Sr. Adria was the first principal of Our Lady Queen of Apostle School in Stafford. The street remains as a reminder of the service Sr. Adria provided to the parish and the school. In the early 1960’s, Archbishop James Duhig of Brisbane contacted the Sisters of the Holy Family of Nazareth about the urgent need for sisters to help in the parish. Sr. Adria was among those who answered the call.
For thirteen years, Sr. Adria served in schools around Australia, including Our Lady Queen of Apostle.
Born on February 7, 1921 in Chicago to Ludwik Wijas and Aniela Pietruszewska, Eleanore Agnes Wijas was the eighth of ten children. When Eleanore was five years old, her oldest sister Irene (the late Sr. Patricia Wijas) entered the Sisters of the Holy Family of Nazareth. The event had a profound impact on Eleanore and inspired her to follow the same calling.
In eighth grade at St. Ladislaus School, Chicago, Eleanore told her teacher, Sr. Bonita, about her decision to enter religious life. The sister advised her to pray a Hail Mary each day so Our Lady would help her make the right choice. “I took it very seriously,” said Sr. Adria. “I would always say the Hail Mary in that intention before I went to bed.”
Eleanore attended Villa Nazareth High School in Des Plaines, IL and became a postulant in 1938. She graduated from the school in June 1939 and was received into the novitiate in July 1939. On August 16, 1947, Sr. Adria of the Hearts of Jesus and Mary professed her final vows.
Sr. Adria received a Bachelor of Philosophy degree in education from the DePaul University in Chicago and went on to teach for sixty years in various schools in Australia and the U.S. She served in St. Josaphat, Chicago; St. Susanna, Harvey, IL; St. Andrew School, Calumet City, IL; and, St. Ladislaus School, Chicago where she spent 14 years as a kindergarten teacher beginning in 1972. In 1986, Sr. Adria transferred to Texas, serving in Dallas and Irving schools.
Countless students were touched by her ministry, writing to her decades after they were in her classroom. “I remember a discussion we had about what we did when we woke up each morning…,” wrote one student 40 years after she was in Sr. Adria’s kindergarten class. “You told us the first thing you did [when waking up in the morning] was to think about God. Yes, I still remember the lesson. Hopefully, my daughter will come to know this lesson as well. I know when I follow it, my life is better.”

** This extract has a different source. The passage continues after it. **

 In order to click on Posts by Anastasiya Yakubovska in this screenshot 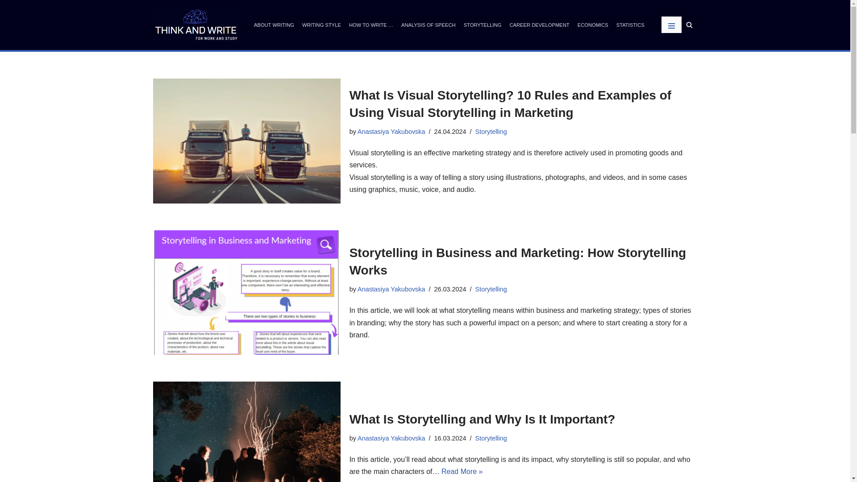, I will do `click(391, 289)`.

Friends and sisters describe Sr. Adria as a smiling, gentle and kind-hearted individual who was grateful and thankful, always seeing the best in everyone. Despite increasing frailty and a slower pace, Sr. Adria maintained her joyful spirit.
On the morning of October 5, 2016, in the 78th year of her religious life, Sr. Adria passed away at Jesus of the Good Shepherd Convent in Grand Prairie, TX. Her funeral Mass was held Saturday, October 8 at the convent chapel. Interment was at the convent’s cemetery.